Fair Guide listing letters nothing but a scam!
If you've exhibited at SIA, Outdoor Retailer Winter Market, Outdoor Retailer Summer Market or Interbike in either 2004 or 2005, you've likely received an "invitation" to review and update your company's free listing in the Fair Guide -- www.fairguide.com.
Get access to everything we publish when you sign up for Outside+.
If you’ve exhibited at SIA, Outdoor Retailer Winter Market, Outdoor Retailer Summer Market or Interbike in either 2004 or 2005, you’ve likely received an “invitation” to review and update your company’s free listing in the Fair Guide — www.fairguide.com.
The Fair Guide claims to be a business-to-business resource linking exhibitors, exhibitions and potential customers on a global basis. How the Fair Guide obtains the exhibitor information is not clear, but it does get it, and it does post it to its site in a directory format. Then, it sends out the above-mentioned invitation form asking you to update your listing, for free. Seems innocent enough, but you’d be wrong.
The form exhibitors receive from Fair Guide has a pink bar across the top and across the bottom, with the trade show name in bold under the bar with a statement that’s similar to the one the SNEWS® team received, “You are registered under the following event: Outdoor Retailer Winter Market, United States of America, org: VNU Expositions, Inc.”
You will be invited to check your listing, which may or may not be correct, update it for free by filling in the blanks in the form, then mailing it back to the Fair Guide in an enclosed envelope.
At the bottom of the form is a line for your signature and a date, which if you are in a hurry, you might sign before returning the form, thinking you have simply confirmed the changes to your supposed free listing.
What you are actually doing, if you took the time to read the print above your signature, which apparently all too many companies do not do, is confirming your ad insertion order with www.fairguide.com for a three-year term at $981 per year, renewing perpetually unless cancelled in writing, by registered mail.
And here is where your fun will begin. Within weeks, SNEWS® has been told, you’ll start receiving letters demanding payment for the ad order you placed. Forget about trying to cancel your order at this point because the company apparently won’t listen. You will be harassed with demands from collection agencies, which coincidently are owned by Construct Data Verlag.
On Jan. 26, 2005, the Austrian Advertising Council issued a letter — click here to read — stating that it has twice warned Construct Data Verlag (a Swiss company doing business in Austria) that its mailings are in violation of the Austrian Advertisers Code and has asked the company to stop sending the letters. To date, the company has refused and continues to send its letters to exhibitors in the United States, Europe and Asia.
Though there are quite a few websites now dedicated to lifting the veil on the Fair Guide’s scam, SNEWS® selected what are two of the best, in our opinion, for you to further research the topic should you desire:
http://www.stopecg.org/construct_data_fairguide.htm
http://www.aeo.org.uk/page.cfm/Link=160
The Association of Exhibition Organizers, a United Kingdom-based association, has issued the following guidelines for dealing with Fairguide.com, The Fair Guide, Construct Data Verlag:
1. If you are contacted by the company or receive a letter inviting you to update your listing, do not complete the form. Throw it out.
2. If you do mistakenly fill it out and return it, the advice is to ignore demands for payment and do not allow yourself to be intimidated into paying. You will likely be asked to settle for a one-year payment to avoid legal action. Again, do not pay anything! So far, Construct Data Verlag has yet to pursue legal action against any company.
3. Keep a written record of any communications you have with Construct Data Verlag.
4. Notify Outdoor Retailer, SIA and Interbike exhibition staff immediately if you receive a letter and ask those trade show organizers to place notices on their websites informing exhibitors about the scam.
The Swedish Exhibition Centre has also issued a warning to all of its exhibiting members stating that, “Construct Data Verlag has used our name and information from our websites without our knowledge or approval. According to the legal advisors that our trade organization has been in touch with, Construct Data Verlag has contravened the Swedish Criminal Code as well as the Swedish Marketing Act with regard to fraud.”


> What is expected:
Every line of the entries below that mentions "Swedish" is to be copied out.

> Provided entries:
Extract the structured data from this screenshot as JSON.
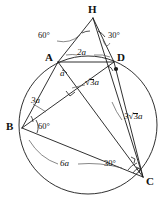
{
  "figure": {
    "type": "euclidean-geometry-diagram",
    "stroke_color": "#1a1a1a",
    "background": "#ffffff",
    "circle": {
      "cx": 88,
      "cy": 125,
      "r": 69
    },
    "points": [
      {
        "id": "H",
        "label": "H",
        "x": 93,
        "y": 18,
        "on_circle": false,
        "marker": "none"
      },
      {
        "id": "A",
        "label": "A",
        "x": 58,
        "y": 62,
        "on_circle": true,
        "marker": "none"
      },
      {
        "id": "D",
        "label": "D",
        "x": 114,
        "y": 62,
        "on_circle": true,
        "marker": "dot"
      },
      {
        "id": "B",
        "label": "B",
        "x": 22,
        "y": 128,
        "on_circle": true,
        "marker": "none"
      },
      {
        "id": "C",
        "label": "C",
        "x": 143,
        "y": 177,
        "on_circle": true,
        "marker": "none"
      },
      {
        "id": "P",
        "label": "",
        "x": 72,
        "y": 88,
        "on_circle": false,
        "marker": "none"
      }
    ],
    "segments": [
      {
        "from": "H",
        "to": "A"
      },
      {
        "from": "H",
        "to": "D"
      },
      {
        "from": "H",
        "to": "C"
      },
      {
        "from": "A",
        "to": "D"
      },
      {
        "from": "A",
        "to": "B"
      },
      {
        "from": "A",
        "to": "C"
      },
      {
        "from": "B",
        "to": "D"
      },
      {
        "from": "B",
        "to": "C"
      },
      {
        "from": "D",
        "to": "C"
      }
    ],
    "right_angle_marks": [
      {
        "at": "P",
        "x": 72,
        "y": 88
      },
      {
        "at": "C1",
        "x": 133,
        "y": 160
      },
      {
        "at": "C2",
        "x": 139,
        "y": 170
      }
    ],
    "angle_labels": [
      {
        "id": "angle-H-left",
        "text": "60°",
        "x": 38,
        "y": 35
      },
      {
        "id": "angle-H-right",
        "text": "30°",
        "x": 108,
        "y": 35
      },
      {
        "id": "angle-B",
        "text": "60°",
        "x": 33,
        "y": 122
      },
      {
        "id": "angle-C",
        "text": "30°",
        "x": 104,
        "y": 159
      }
    ],
    "segment_labels": [
      {
        "id": "len-AD",
        "text": "2a",
        "x": 79,
        "y": 51,
        "kind": "plain"
      },
      {
        "id": "len-AP",
        "text": "a",
        "x": 61,
        "y": 71,
        "kind": "plain"
      },
      {
        "id": "len-PD",
        "text": "√3 a",
        "x": 86,
        "y": 82,
        "kind": "radical",
        "coefficient": "",
        "radicand": "3",
        "suffix": "a"
      },
      {
        "id": "len-AB",
        "text": "3a",
        "x": 34,
        "y": 98,
        "kind": "plain"
      },
      {
        "id": "len-DC",
        "text": "3√3 a",
        "x": 126,
        "y": 116,
        "kind": "radical",
        "coefficient": "3",
        "radicand": "3",
        "suffix": "a"
      },
      {
        "id": "len-BC",
        "text": "6a",
        "x": 61,
        "y": 161,
        "kind": "plain"
      }
    ],
    "leader_arcs": [
      {
        "id": "leader-60-H",
        "from_label": "angle-H-left"
      },
      {
        "id": "leader-30-H",
        "from_label": "angle-H-right"
      },
      {
        "id": "leader-2a",
        "from_label": "len-AD"
      },
      {
        "id": "leader-sqrt3",
        "from_label": "len-PD"
      },
      {
        "id": "leader-3a",
        "from_label": "len-AB"
      },
      {
        "id": "leader-3sqrt3",
        "from_label": "len-DC"
      },
      {
        "id": "leader-6a",
        "from_label": "len-BC"
      }
    ]
  }
}
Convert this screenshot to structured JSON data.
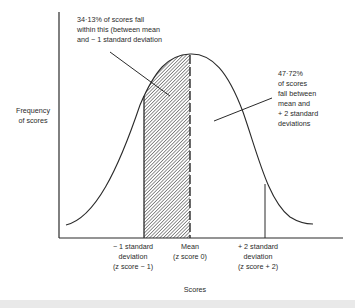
{
  "diagram": {
    "type": "normal-distribution",
    "y_axis_label": [
      "Frequency",
      "of scores"
    ],
    "x_axis_label": "Scores",
    "annotations": {
      "left": [
        "34·13% of scores fall",
        "within this (between mean",
        "and − 1 standard deviation"
      ],
      "right": [
        "47·72%",
        "of scores",
        "fall between",
        "mean and",
        "+ 2 standard",
        "deviations"
      ]
    },
    "markers": [
      {
        "id": "minus1",
        "lines": [
          "− 1 standard",
          "deviation",
          "(z score − 1)"
        ],
        "z": -1,
        "style": "solid"
      },
      {
        "id": "mean",
        "lines": [
          "Mean",
          "(z score 0)"
        ],
        "z": 0,
        "style": "dashed"
      },
      {
        "id": "plus2",
        "lines": [
          "+ 2 standard",
          "deviation",
          "(z score + 2)"
        ],
        "z": 2,
        "style": "solid"
      }
    ],
    "shaded_region": {
      "from_z": -1,
      "to_z": 0,
      "pattern": "diagonal-hatch",
      "percent": "34.13%"
    },
    "colors": {
      "line": "#2a2a2a",
      "hatch": "#444444",
      "background": "#ffffff"
    }
  }
}
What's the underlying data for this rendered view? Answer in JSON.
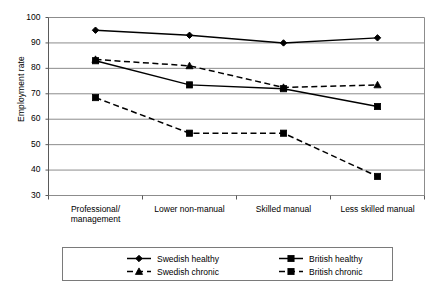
{
  "chart_data": {
    "type": "line",
    "title": "",
    "xlabel": "",
    "ylabel": "Employment rate",
    "ylim": [
      30,
      100
    ],
    "ytick_step": 10,
    "yticks": [
      100,
      90,
      80,
      70,
      60,
      50,
      40,
      30
    ],
    "grid": true,
    "legend_position": "bottom",
    "categories": [
      "Professional/ management",
      "Lower non-manual",
      "Skilled manual",
      "Less skilled manual"
    ],
    "category_lines": [
      [
        "Professional/",
        "management"
      ],
      [
        "Lower non-manual"
      ],
      [
        "Skilled manual"
      ],
      [
        "Less skilled manual"
      ]
    ],
    "series": [
      {
        "name": "Swedish healthy",
        "values": [
          95,
          93,
          90,
          92
        ],
        "style": "solid",
        "marker": "diamond",
        "color": "#000000"
      },
      {
        "name": "British healthy",
        "values": [
          83,
          73.5,
          72,
          65
        ],
        "style": "solid",
        "marker": "square",
        "color": "#000000"
      },
      {
        "name": "Swedish chronic",
        "values": [
          83.5,
          81,
          72.5,
          73.5
        ],
        "style": "dashed",
        "marker": "triangle",
        "color": "#000000"
      },
      {
        "name": "British chronic",
        "values": [
          68.5,
          54.5,
          54.5,
          37.5
        ],
        "style": "dashed",
        "marker": "square",
        "color": "#000000"
      }
    ]
  },
  "legend": {
    "entries": [
      {
        "label": "Swedish healthy",
        "style": "solid",
        "marker": "diamond"
      },
      {
        "label": "British healthy",
        "style": "solid",
        "marker": "square"
      },
      {
        "label": "Swedish chronic",
        "style": "dashed",
        "marker": "triangle"
      },
      {
        "label": "British chronic",
        "style": "dashed",
        "marker": "square"
      }
    ]
  },
  "axis": {
    "y_title": "Employment rate"
  }
}
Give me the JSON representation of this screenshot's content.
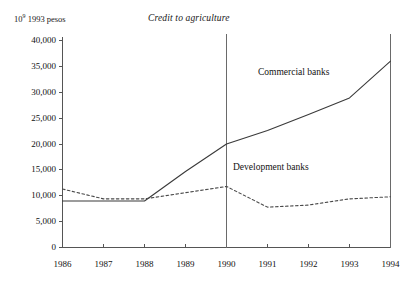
{
  "chart_data": {
    "type": "line",
    "title": "Credit to agriculture",
    "ylabel": "10⁹ 1993 pesos",
    "ylabel_mantissa": "10",
    "ylabel_exponent": "9",
    "ylabel_rest": " 1993 pesos",
    "xlabel": "",
    "x": [
      1986,
      1987,
      1988,
      1989,
      1990,
      1991,
      1992,
      1993,
      1994
    ],
    "categories": [
      "1986",
      "1987",
      "1988",
      "1989",
      "1990",
      "1991",
      "1992",
      "1993",
      "1994"
    ],
    "xlim": [
      1986,
      1994
    ],
    "ylim": [
      0,
      40000
    ],
    "yticks": [
      0,
      5000,
      10000,
      15000,
      20000,
      25000,
      30000,
      35000,
      40000
    ],
    "ytick_labels": [
      "0",
      "5,000",
      "10,000",
      "15,000",
      "20,000",
      "25,000",
      "30,000",
      "35,000",
      "40,000"
    ],
    "xticks": [
      1986,
      1987,
      1988,
      1989,
      1990,
      1991,
      1992,
      1993,
      1994
    ],
    "xtick_labels": [
      "1986",
      "1987",
      "1988",
      "1989",
      "1990",
      "1991",
      "1992",
      "1993",
      "1994"
    ],
    "grid": false,
    "legend_position": "inline-annotation",
    "series": [
      {
        "name": "Commercial banks",
        "style": "solid",
        "color": "#3a3a3a",
        "values": [
          9000,
          9000,
          9000,
          14700,
          20000,
          22600,
          25700,
          28900,
          36000
        ]
      },
      {
        "name": "Development banks",
        "style": "dashed",
        "color": "#4a4a4a",
        "values": [
          11300,
          9400,
          9400,
          10600,
          11800,
          7800,
          8200,
          9400,
          9800
        ]
      }
    ],
    "annotations": [
      {
        "text": "Commercial banks",
        "x": 1990.7,
        "y": 31500
      },
      {
        "text": "Development banks",
        "x": 1990.2,
        "y": 14700
      }
    ],
    "reference_lines": [
      {
        "orientation": "vertical",
        "x": 1990
      },
      {
        "orientation": "vertical",
        "x": 1994
      }
    ]
  }
}
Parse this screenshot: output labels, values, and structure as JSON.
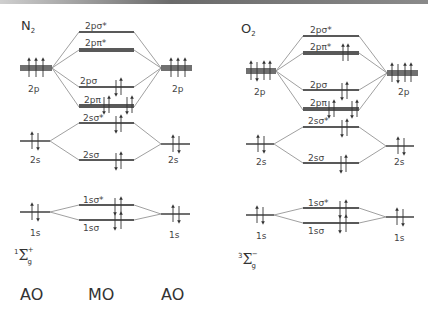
{
  "diagrams": [
    {
      "molecule": "N",
      "molecule_sub": "2",
      "term_symbol": {
        "multiplicity": "1",
        "symbol": "Σ",
        "sub": "g",
        "sup": "+"
      },
      "ao_left": {
        "2p": "2p",
        "2s": "2s",
        "1s": "1s"
      },
      "ao_right": {
        "2p": "2p",
        "2s": "2s",
        "1s": "1s"
      },
      "mos": [
        {
          "label": "2pσ*",
          "electrons": 0
        },
        {
          "label": "2pπ*",
          "electrons": 0
        },
        {
          "label": "2pσ",
          "electrons": 2
        },
        {
          "label": "2pπ",
          "electrons": 4
        },
        {
          "label": "2sσ*",
          "electrons": 2
        },
        {
          "label": "2sσ",
          "electrons": 2
        },
        {
          "label": "1sσ*",
          "electrons": 2
        },
        {
          "label": "1sσ",
          "electrons": 2
        }
      ]
    },
    {
      "molecule": "O",
      "molecule_sub": "2",
      "term_symbol": {
        "multiplicity": "3",
        "symbol": "Σ",
        "sub": "g",
        "sup": "−"
      },
      "ao_left": {
        "2p": "2p",
        "2s": "2s",
        "1s": "1s"
      },
      "ao_right": {
        "2p": "2p",
        "2s": "2s",
        "1s": "1s"
      },
      "mos": [
        {
          "label": "2pσ*",
          "electrons": 0
        },
        {
          "label": "2pπ*",
          "electrons": 2
        },
        {
          "label": "2pσ",
          "electrons": 2
        },
        {
          "label": "2pπ",
          "electrons": 4
        },
        {
          "label": "2sσ*",
          "electrons": 2
        },
        {
          "label": "2sσ",
          "electrons": 2
        },
        {
          "label": "1sσ*",
          "electrons": 2
        },
        {
          "label": "1sσ",
          "electrons": 2
        }
      ]
    }
  ],
  "axis_labels": {
    "left": "AO",
    "middle": "MO",
    "right": "AO"
  }
}
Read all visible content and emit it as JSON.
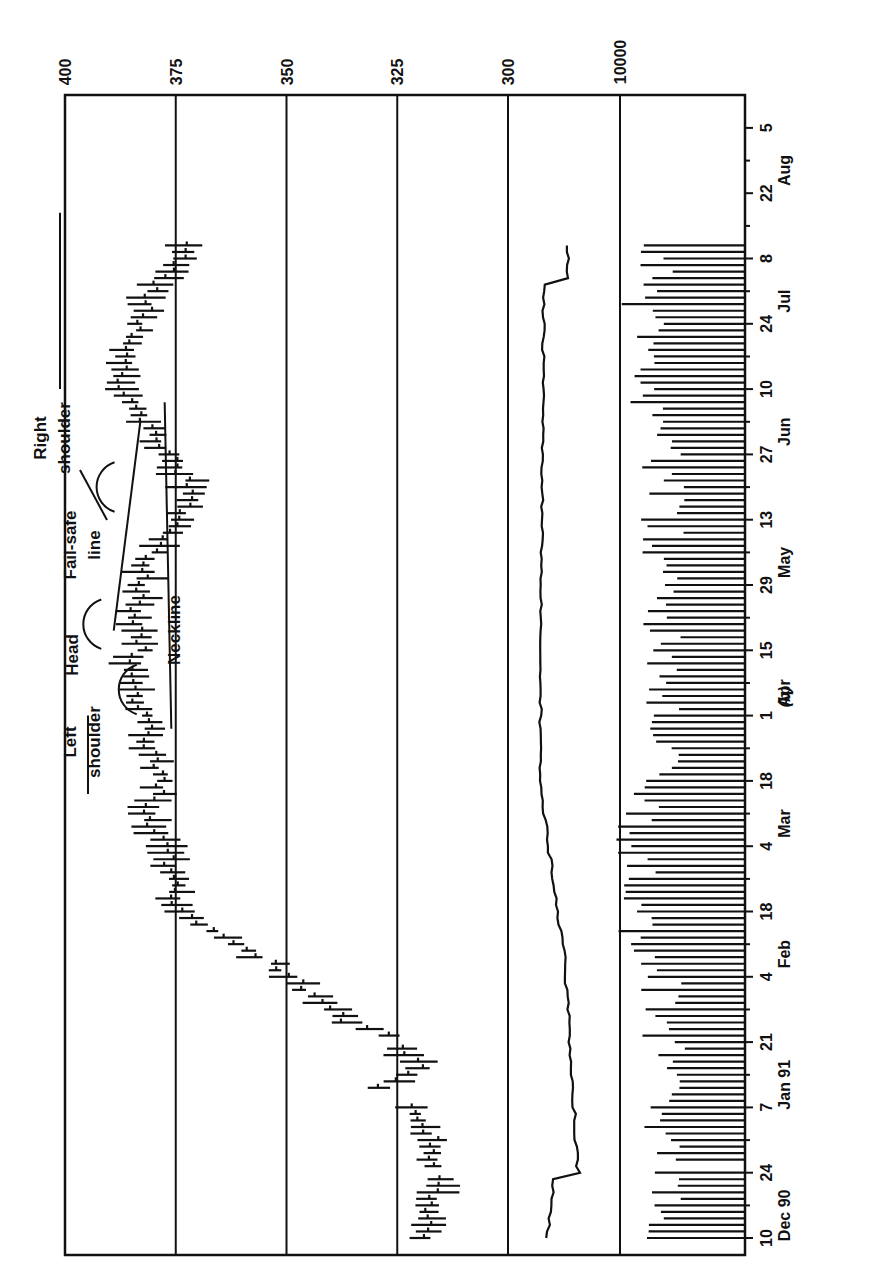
{
  "chart_data": {
    "type": "bar",
    "subtype": "ohlc-price-with-volume-and-indicator-line",
    "orientation_note": "figure printed rotated 90 degrees counter-clockwise",
    "caption": "(b)",
    "price_axis": {
      "ticks": [
        400,
        375,
        350,
        325,
        300
      ],
      "range": [
        300,
        400
      ],
      "gridlines": [
        375,
        350,
        325,
        300
      ]
    },
    "volume_axis": {
      "ticks": [
        10000
      ]
    },
    "x_axis": {
      "ticks": [
        "10",
        "24",
        "7",
        "21",
        "4",
        "18",
        "4",
        "18",
        "1",
        "15",
        "29",
        "13",
        "27",
        "10",
        "24",
        "8",
        "22",
        "5"
      ],
      "month_labels": [
        {
          "label": "Dec 90",
          "at_tick": 0.5
        },
        {
          "label": "Jan 91",
          "at_tick": 2.5
        },
        {
          "label": "Feb",
          "at_tick": 4.5
        },
        {
          "label": "Mar",
          "at_tick": 6.5
        },
        {
          "label": "Apr",
          "at_tick": 8.5
        },
        {
          "label": "May",
          "at_tick": 10.5
        },
        {
          "label": "Jun",
          "at_tick": 12.5
        },
        {
          "label": "Jul",
          "at_tick": 14.5
        },
        {
          "label": "Aug",
          "at_tick": 16.5
        }
      ]
    },
    "annotations": [
      {
        "label": "Left shoulder",
        "text_lines": [
          "Left",
          "shoulder"
        ]
      },
      {
        "label": "Head",
        "text_lines": [
          "Head"
        ]
      },
      {
        "label": "Fail-safe line",
        "text_lines": [
          "Fail-safe",
          "line"
        ]
      },
      {
        "label": "Right shoulder",
        "text_lines": [
          "Right",
          "shoulder"
        ]
      },
      {
        "label": "Neckline",
        "text_lines": [
          "Neckline"
        ]
      }
    ],
    "price_series_approx": {
      "note": "weekly-spaced approximate closes read from bar chart (price units)",
      "x_tick_index": [
        0,
        0.5,
        1,
        1.5,
        2,
        2.3,
        2.6,
        3,
        3.3,
        3.6,
        4,
        4.3,
        4.6,
        5,
        5.5,
        6,
        6.5,
        7,
        7.5,
        8,
        8.5,
        9,
        9.5,
        10,
        10.5,
        11,
        11.5,
        12,
        12.5,
        13,
        13.5,
        14,
        14.5,
        15
      ],
      "values": [
        319,
        318,
        316,
        317,
        322,
        328,
        320,
        324,
        337,
        342,
        349,
        356,
        365,
        375,
        376,
        377,
        382,
        377,
        381,
        382,
        386,
        383,
        384,
        383,
        380,
        374,
        372,
        376,
        383,
        388,
        386,
        383,
        380,
        374
      ]
    },
    "indicator_line": {
      "note": "smooth line in middle panel (between 300 and 10000 gridlines), with two step jumps near Dec 24 and Mar 18",
      "jumps_at_tick": [
        1.0,
        7.0,
        14.7
      ]
    },
    "volume_bars": {
      "note": "daily volume bars rising from baseline, peaks near Feb-Mar and Jun"
    }
  },
  "labels": {
    "caption": "(b)",
    "price_ticks": [
      "400",
      "375",
      "350",
      "325",
      "300"
    ],
    "volume_tick": "10000",
    "left_shoulder_1": "Left",
    "left_shoulder_2": "shoulder",
    "head": "Head",
    "failsafe_1": "Fail-safe",
    "failsafe_2": "line",
    "right_shoulder_1": "Right",
    "right_shoulder_2": "shoulder",
    "neckline": "Neckline"
  }
}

> Task output:
        "name": "Swedish healthy",
        "name": "Swedish chronic",
        "label": "Swedish healthy",
        "label": "Swedish chronic",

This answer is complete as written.